In 2015, the European Commission announced the formal adoption of European Public Sector Accounting Standards (EPSAS) in the EU. Its ultimate aim was to encourage uniform and comparable accrual-based accounting practices for all sectors of general government within the EU – seen as crucial for meeting the objectives of fiscal stability and deeper economic and financial integration within the European bloc.

EPSAS are the European equivalent of International Public Sector Accounting Standards (IPSAS) – accrual-based standards for the public sector. Just as the development of IFRS Standards have been credited with bringing greater transparency and international comparability to the financial statements of stock exchange-listed companies around the world, it is hoped that IPSAS will be able to transform and improve accounting and financial reporting across the public sector.

The EU announcement was a significant step in the growing acceptance of IPSAS. So far, more than 40 countries have adopted or are adopting the standards or their equivalent. But as a new report from ACCA shows, implementation from country to country varies enormously.

The report, IPSAS implementation: current status and challenges, tracks the use and adoption rates of IPSAS across the world. It concludes that while progress in developed nations is good, developing economies are lagging behind. The report highlights the difficulties that individual countries face in implementing the standards, from poor reporting practices in public sector organisations to a lack of necessary skills and expertise. 

The experience of Europe neatly illustrates the point. The European Commission’s announcement did not specify the date at which each country will be required to adopt the standards. Some EU states had already decided to adopt IPSAS before the commission made its formal announcement, and many have already made substantial progress towards full IPSAS adoption. The UK, for example, has been applying accrual standards based on IFRS for a number of years.

In less mature economies in other parts of Europe, though, the picture is less clear-cut. A few countries have sought aggressively to adopt IPSAS-type standards since emerging from the former Soviet bloc, but progress in others remains slow. ACCA’s report assesses the journey towards accrual accounting in four countries – Estonia and Lithuania are the success stories while implementation in Latvia and Malta is a work in progress (see below).

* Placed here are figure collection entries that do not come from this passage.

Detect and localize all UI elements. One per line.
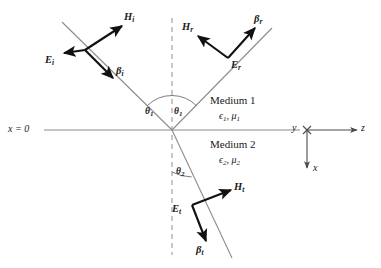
- incident-e-vector: [64, 50, 85, 53]
- medium-1-parameters: ϵ1, μ1: [219, 111, 240, 121]
- incident-h-label: Hi: [124, 12, 134, 23]
- reflected-h-vector: [198, 36, 228, 58]
- reflected-h-label: Hr: [182, 22, 193, 33]
- diagram-canvas: [0, 0, 381, 268]
- reflected-beta-subscript: r: [259, 17, 262, 26]
- interface-plane-label: x = 0: [8, 124, 29, 134]
- angle-transmission-subscript: 2: [181, 170, 185, 178]
- medium-2-title: Medium 2: [210, 139, 256, 150]
- incident-h-vector: [85, 26, 122, 50]
- angle-arc-reflection: [172, 96, 196, 106]
- transmitted-beta-label: βt: [196, 245, 203, 256]
- reflected-h-subscript: r: [190, 25, 193, 34]
- wave-incidence-diagram: x = 0 Hi Ei βi Hr βr Er Ht Et βt θ1 θ1 θ…: [0, 0, 381, 268]
- incident-e-subscript: i: [52, 58, 54, 67]
- incident-h-symbol: H: [124, 11, 132, 22]
- angle-arc-incidence: [148, 95, 172, 105]
- incident-e-label: Ei: [45, 55, 54, 66]
- transmitted-e-symbol: E: [172, 203, 179, 214]
- incident-beta-vector: [85, 50, 113, 78]
- medium-2-epsilon-subscript: 2: [223, 159, 227, 167]
- angle-transmission-label: θ2: [176, 167, 184, 177]
- angle-incidence-label: θ1: [145, 107, 153, 117]
- reflected-e-symbol: E: [231, 59, 238, 70]
- incident-h-subscript: i: [132, 15, 134, 24]
- medium-1-mu-subscript: 1: [237, 115, 241, 123]
- transmitted-e-label: Et: [172, 204, 181, 215]
- reflected-beta-label: βr: [254, 14, 262, 25]
- axis-y-label: y: [292, 123, 296, 133]
- transmitted-h-vector: [192, 190, 231, 205]
- reflected-beta-vector: [228, 28, 255, 58]
- medium-2-mu-subscript: 2: [237, 159, 241, 167]
- medium-1-title: Medium 1: [210, 95, 256, 106]
- axis-z-label: z: [361, 123, 365, 133]
- angle-reflection-subscript: 1: [179, 110, 183, 118]
- transmitted-h-label: Ht: [234, 182, 244, 193]
- incident-e-symbol: E: [45, 54, 52, 65]
- medium-1-mu: μ: [232, 110, 237, 121]
- medium-2-parameters: ϵ2, μ2: [219, 155, 240, 165]
- transmitted-h-subscript: t: [242, 185, 244, 194]
- angle-incidence-subscript: 1: [150, 110, 154, 118]
- transmitted-beta-vector: [192, 205, 206, 241]
- angle-reflection-label: θ1: [174, 107, 182, 117]
- axis-x-label: x: [313, 163, 317, 173]
- reflected-e-subscript: r: [238, 63, 241, 72]
- medium-1-epsilon-subscript: 1: [223, 115, 227, 123]
- transmitted-h-symbol: H: [234, 181, 242, 192]
- medium-2-mu: μ: [232, 154, 237, 165]
- reflected-e-label: Er: [231, 60, 241, 71]
- transmitted-e-subscript: t: [179, 207, 181, 216]
- incident-beta-label: βi: [116, 66, 123, 77]
- reflected-h-symbol: H: [182, 21, 190, 32]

Overall, the research reinforces the view that those countries that are still in the process of adopting IPSAS need to have a clear strategy in place, with realistic timescales, milestones and resources. Many of the challenges that countries adopting accrual-based standards have seen so far, the report adds, are closely related to broader change management and programme management issues; others are more basic, including inadequate IT infrastructure and poor record-keeping. 

The report stresses that governments and their public sector entities are not alone in this work – the accountancy profession can, and should, help. If governments, the public sector and professional accountants work together, it argues, they could achieve a great deal in the journey towards more consistent accounting practices.